Workers in a factory in pre-revolutionary Russia go on strike and are met by violent suppression.
A dramatized account of a great Russian naval mutiny and a resultant public demonstration, showing support, which brought on a police massacre.
A young woman sharpshooter fighting with the Reds in Turkestan misses her forty-first victim, a handsome White lieutenant, and ends up escorting him, by boat, into captivity across the Aral Sea.
A peasant in rural Russia comes to St. Petersburg to escape absolute poverty and find work at the outbreak of the First World War.
Sergei M. Eisenstein's docu-drama about the 1917 October Revolution in Russia. Made ten years after the events and edited in Eisenstein's 'Soviet Montage' style, it re-enacts in celebratory terms several key scenes from the revolution.
A soldier returns to Kyiv after surviving a train crash and encounters clashes between nationalists and collectivists.
In this classic French satire, Louis, a convict, escapes from prison and takes on legitimate work, making his way up in the business world.
John and Mary Sims are city-dwellers hit hard by the financial fist of The Depression. Driven by bravery (and sheer desperation) they flee to the country and, with the help of other workers, set up a farming community - a socialist mini-society based upon the teachings of Edward Gallafent.
Commissioned by Josef Stalin to commemorate the 20th anniversary of the Soviet Revolution, Lenin in October was the first of Russian director Mikhail Romm's tributes to the Marxist visionary who helped orchestrate the insurrection of October, 1917.
By the start of World War II, Paul Robeson had given up his lucrative mainstream work to participate in more socially progressive film and stage productions.
Communists blackmail a shipping executive into spying for them.
A fact-based story about a man who posed as an American Communist for years as part of a secret plan to infiltrate their organization.
In a village of the Po valley where the earth is hard and life miserly, the priest and the communist mayor are always fighting to be the head of the community.
Energetic priest Don Camillo returns to the town of Brescello for more political and personal duels with Communist mayor Peppone.
This film is the first of a two-part historical and biographical portrait of the communist politician and anti-fascist Ernst Thälmann. In early November 1918, Ernst Thälmann is an unwilling soldier serving on the western front.
Bewildered, Don Camillo learns that Peppone intends to stand for parliament. Determined to thwart his ambitions, the good priest, ignoring the recommendations of the Lord, decides to campaign against him.

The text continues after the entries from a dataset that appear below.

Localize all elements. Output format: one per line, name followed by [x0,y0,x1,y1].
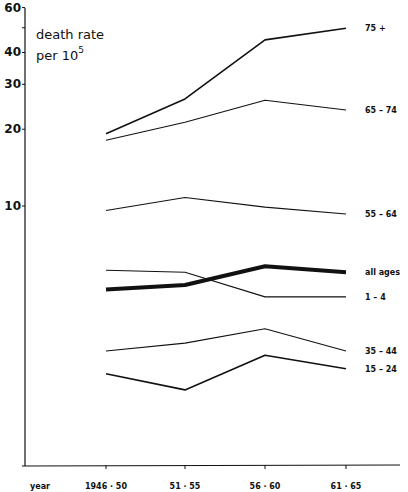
series-label: 75 + [365,24,386,33]
series-label: 35 – 44 [365,347,397,356]
series-label: 55 – 64 [365,210,397,219]
series-label: all ages [365,268,400,277]
x-tick-label: 61 · 65 [331,482,362,491]
line-chart: 1020304060 1946 · 5051 · 5556 · 6061 · 6… [0,0,408,492]
series-line-35-44 [106,329,346,351]
series-line-15-24 [106,355,346,390]
y-tick-label: 30 [4,77,21,91]
series-line-allages [106,266,346,289]
y-axis-title-line1: death rate [36,27,104,42]
y-axis-title-line2: per 105 [36,45,84,63]
series-line-65-74 [106,100,346,140]
series-line-75 [106,28,346,134]
y-tick-label: 10 [4,199,21,213]
x-axis-line [22,465,400,466]
y-axis-ticks: 1020304060 [4,1,25,213]
series-labels: 75 +65 – 7455 – 64all ages1 – 435 – 4415… [365,24,400,374]
x-tick-label: 56 · 60 [250,482,281,491]
series-line-55-64 [106,198,346,215]
series-label: 65 – 74 [365,106,397,115]
y-axis-title-exponent: 5 [78,45,84,55]
y-axis-title-base: per 10 [36,48,78,63]
x-axis-ticks: 1946 · 5051 · 5556 · 6061 · 65 [85,465,362,491]
y-tick-label: 40 [4,45,21,59]
x-axis-title: year [30,482,50,491]
series-lines [106,28,346,390]
x-tick-label: 1946 · 50 [85,482,127,491]
series-label: 1 – 4 [365,293,386,302]
axes [22,8,400,466]
series-label: 15 – 24 [365,365,397,374]
y-tick-label: 60 [4,1,21,15]
y-tick-label: 20 [4,122,21,136]
x-tick-label: 51 · 55 [170,482,201,491]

This film is the second of a two-part historical and biographical portrait of the communist politician and anti-fascist Ernst Thälmann. Autumn, 1918: Somewhere on Germany’s western front, Ernst Thälmann, age twenty-four, is calling on his fellow soldiers to put down their guns and join him in the communist struggle at home.
A young factory worker stands alone against a proposed strike.
Don Camillo (now bishop) and Peppone (now senator) return to the town of Brescello and rekindle their friendly rivalry.
Near the end of the Korean War, a platoon of U.S. soldiers is captured by communists and brainwashed. Following the war, the platoon is returned home, and Sergeant Raymond Shaw is lauded as a hero by the rest of his platoon.